Several senators argued for regional behavioral-health investments that emphasize community-based care and for caution on large capital outlays while others said a modern consolidated facility is necessary for patients with long average lengths of stay and complex needs. Senator Mathern’s steering-committee and cost-limiting proposals generated discussion but no final change to the large SIF appropriation before the committee recessed for other floor and conference obligations; members agreed to resume the question on Monday.

Votes at a glance

- Adoption of Senate amendment package (division motion to adopt amendment 2009 to HB1015): motion by Senator Wozniak; second by Senator Dwyer; the transcript records a roll call of ayes followed by the statement “Motion passed fifteen-zero-one.” Outcome: approved.

- Motion to remove Section 19 (motion by Senator Wiese; second by Senator Eberle): recorded outcome “Motion passed 16.” Outcome: approved.

- Amendment changing the $1,000,000 life-education funding source to the Community Health Trust Fund (moved by Senator Magrum; second by Senator Davison): recorded outcome “Motion passed 16.” Outcome: approved.

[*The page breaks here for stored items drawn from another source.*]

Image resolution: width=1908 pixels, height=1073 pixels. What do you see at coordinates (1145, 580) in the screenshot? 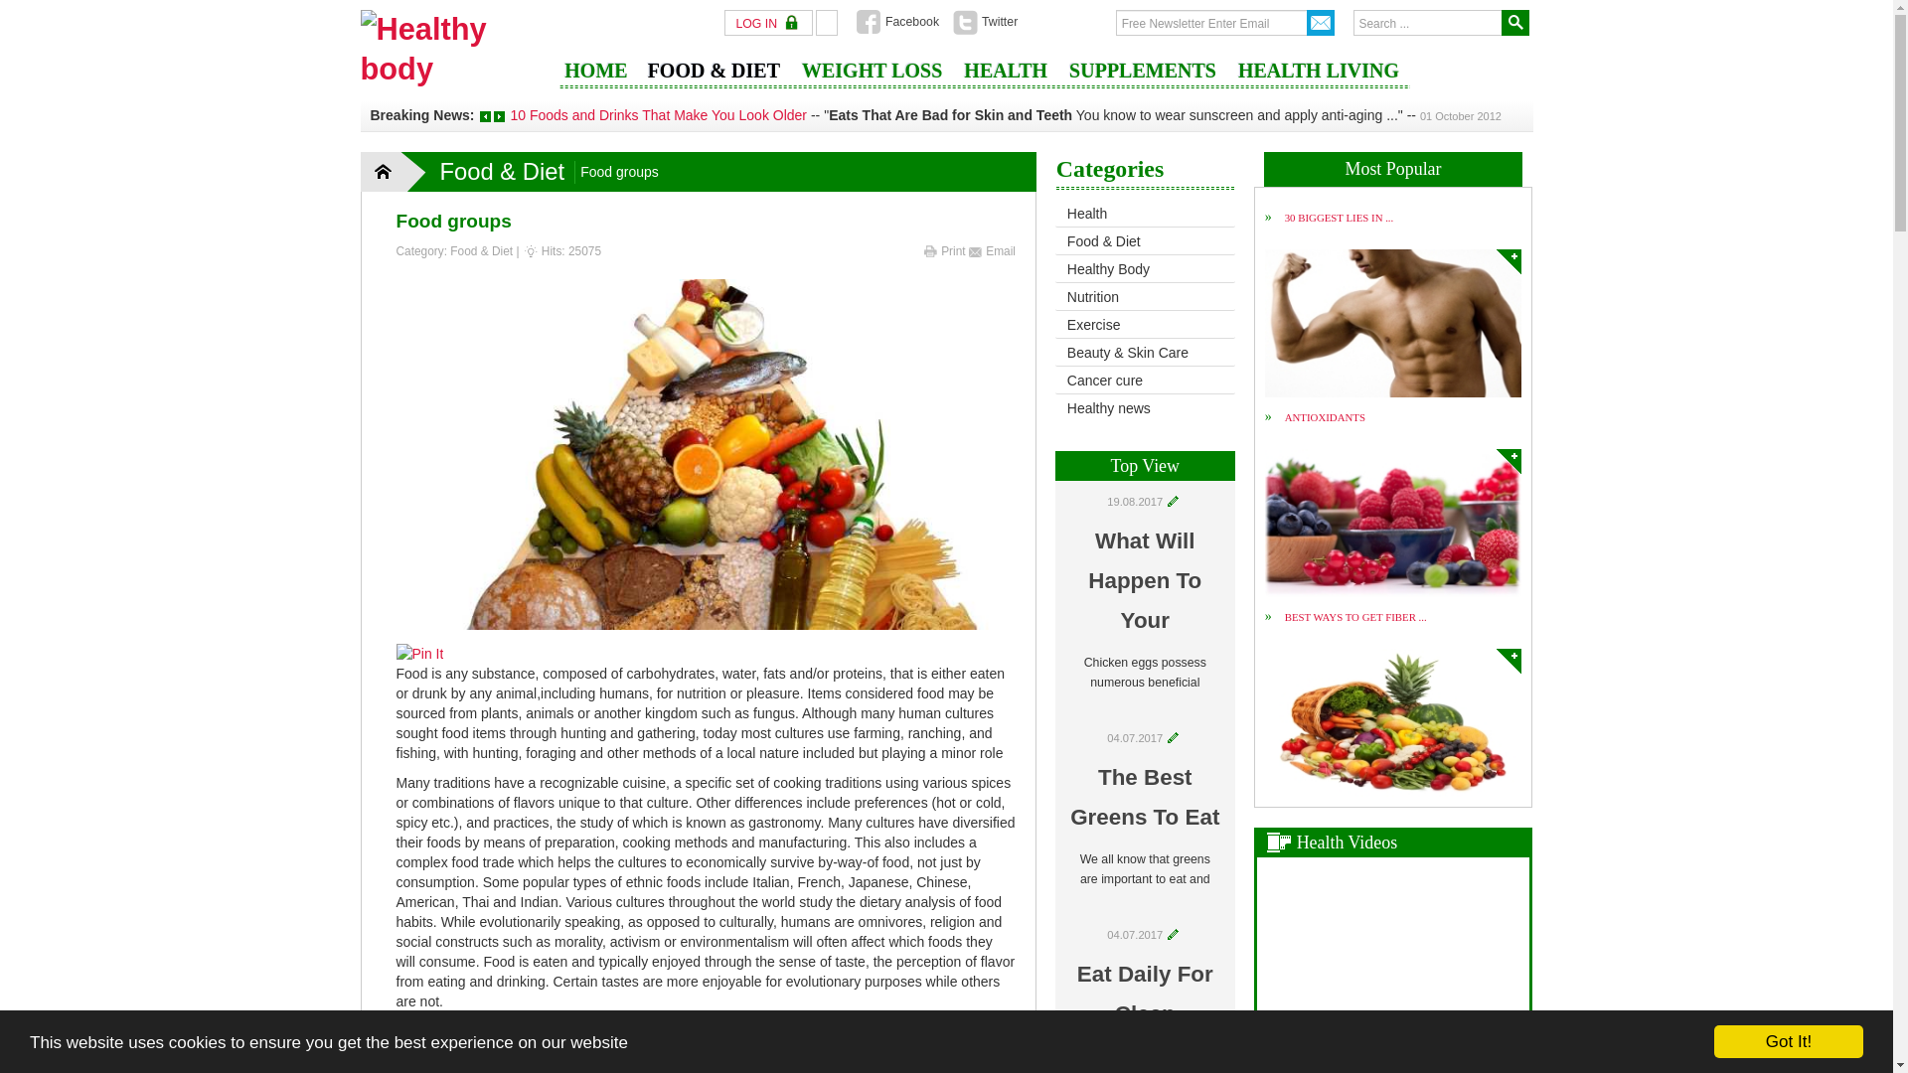
I see `What Will Happen To Your` at bounding box center [1145, 580]. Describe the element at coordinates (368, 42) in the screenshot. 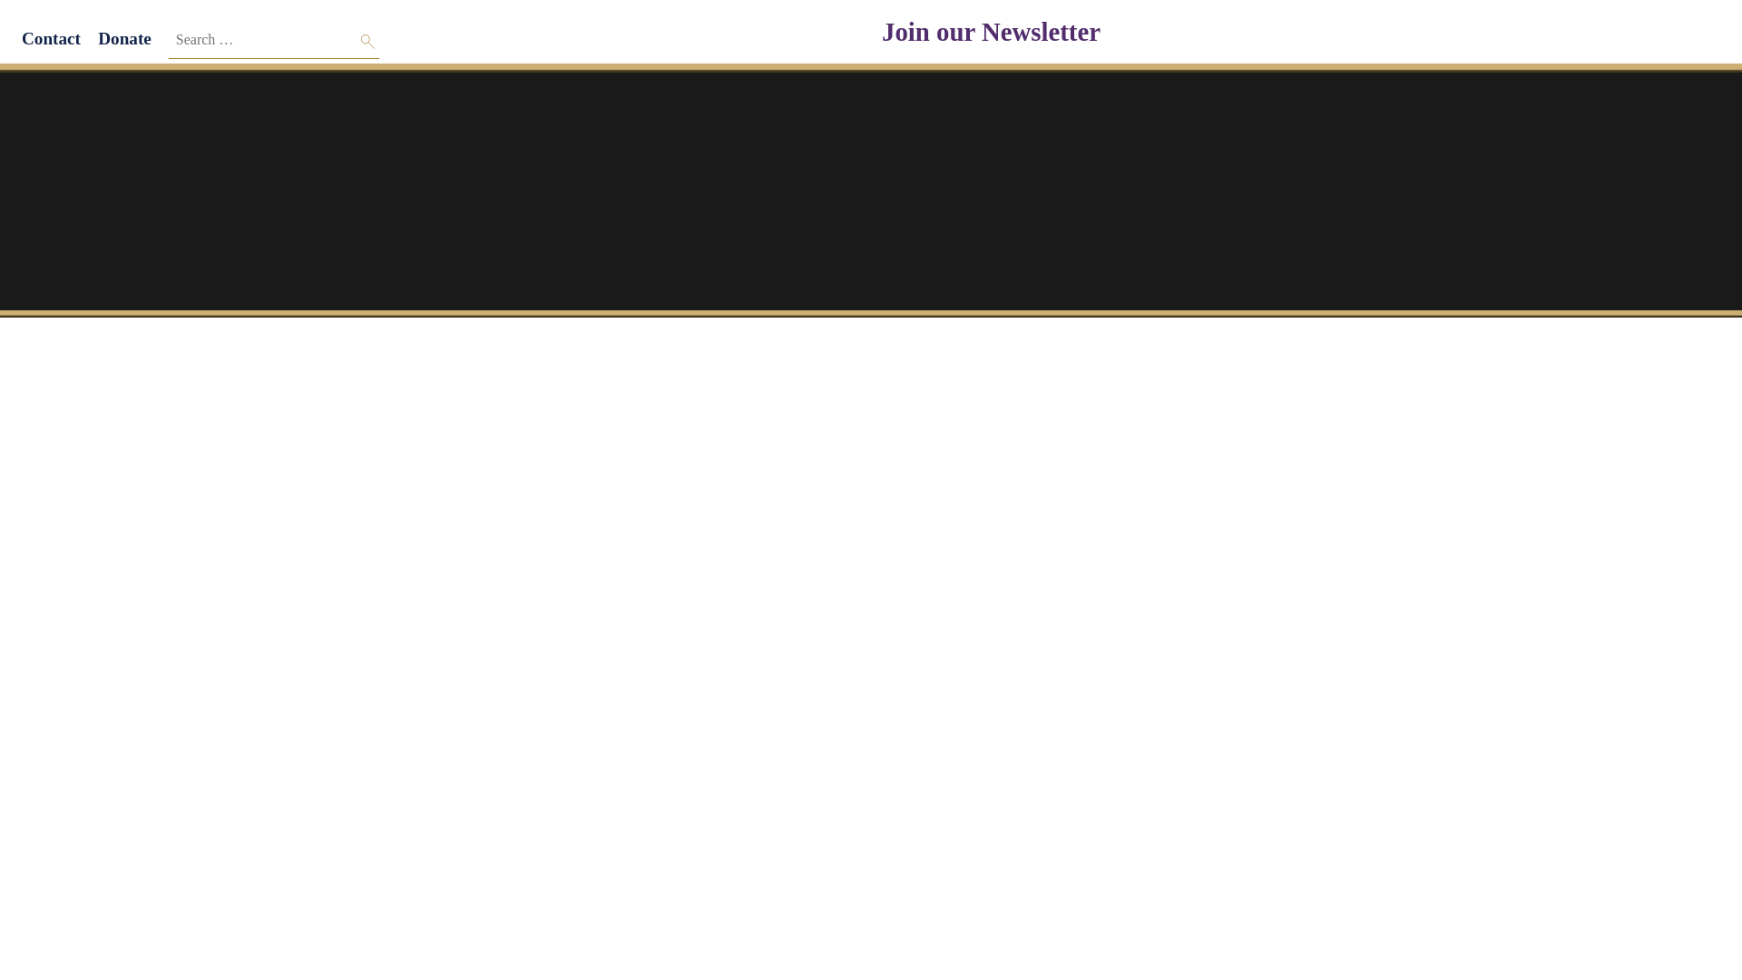

I see `Search` at that location.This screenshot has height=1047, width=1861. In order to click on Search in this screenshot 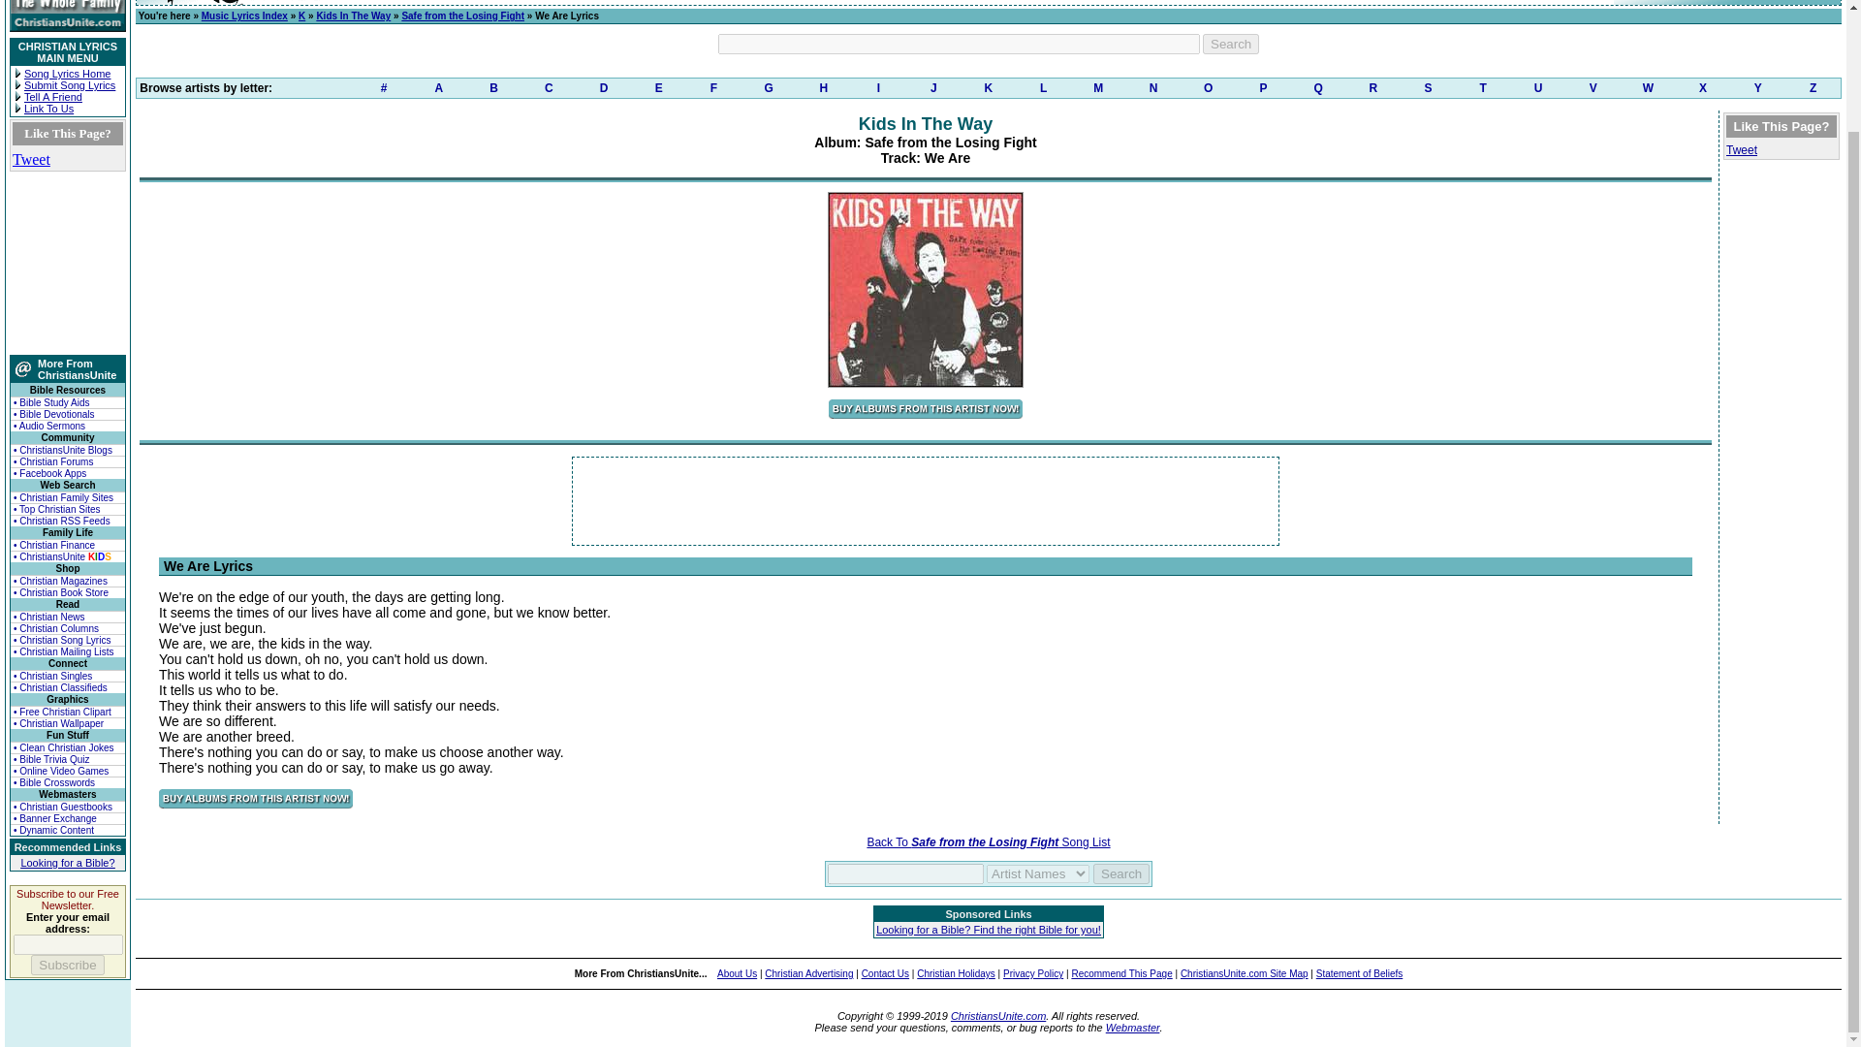, I will do `click(1121, 873)`.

- Amendment 2011 (Senator Dwyer) to appropriate funds to Legislative Council for voter-measure education: motion recorded and put to roll call; outcome recorded as failed (6 yes, 10 no). Outcome: failed.

Discussion vs. decisions

Committee debate included factual updates from OMB staff about fund balances, detailed line-item explanations from the senator presenting the division amendments, policy-focused remarks on the life-education appropriation and extended technical and policy questions around the proposed state hospital project. The committee made several formal funding source and line-item decisions (see Votes at a glance), but members noted many of these disputes—particularly the state hospital funding level and the guardianship administration move—will be negotiated in conference committees where the House and Senate positions are reconciled.

What remains open

Committee members repeatedly said the large gap between projected spending and revenues means conference committees must resolve many remaining differences. The state hospital funding level, the longer-term administration of guardianship grants, and whether any life-education effort is treated as strictly one-time or converted to an ongoing appropriation were all left for further action in conference or future sessions.

Ending

The committee adopted the Senate division's package and several amendments before adjourning to resume work later; members were told the OMB budget and related treasury items remain subject to conference committee adjustments and additional votes when the panel reconvenes.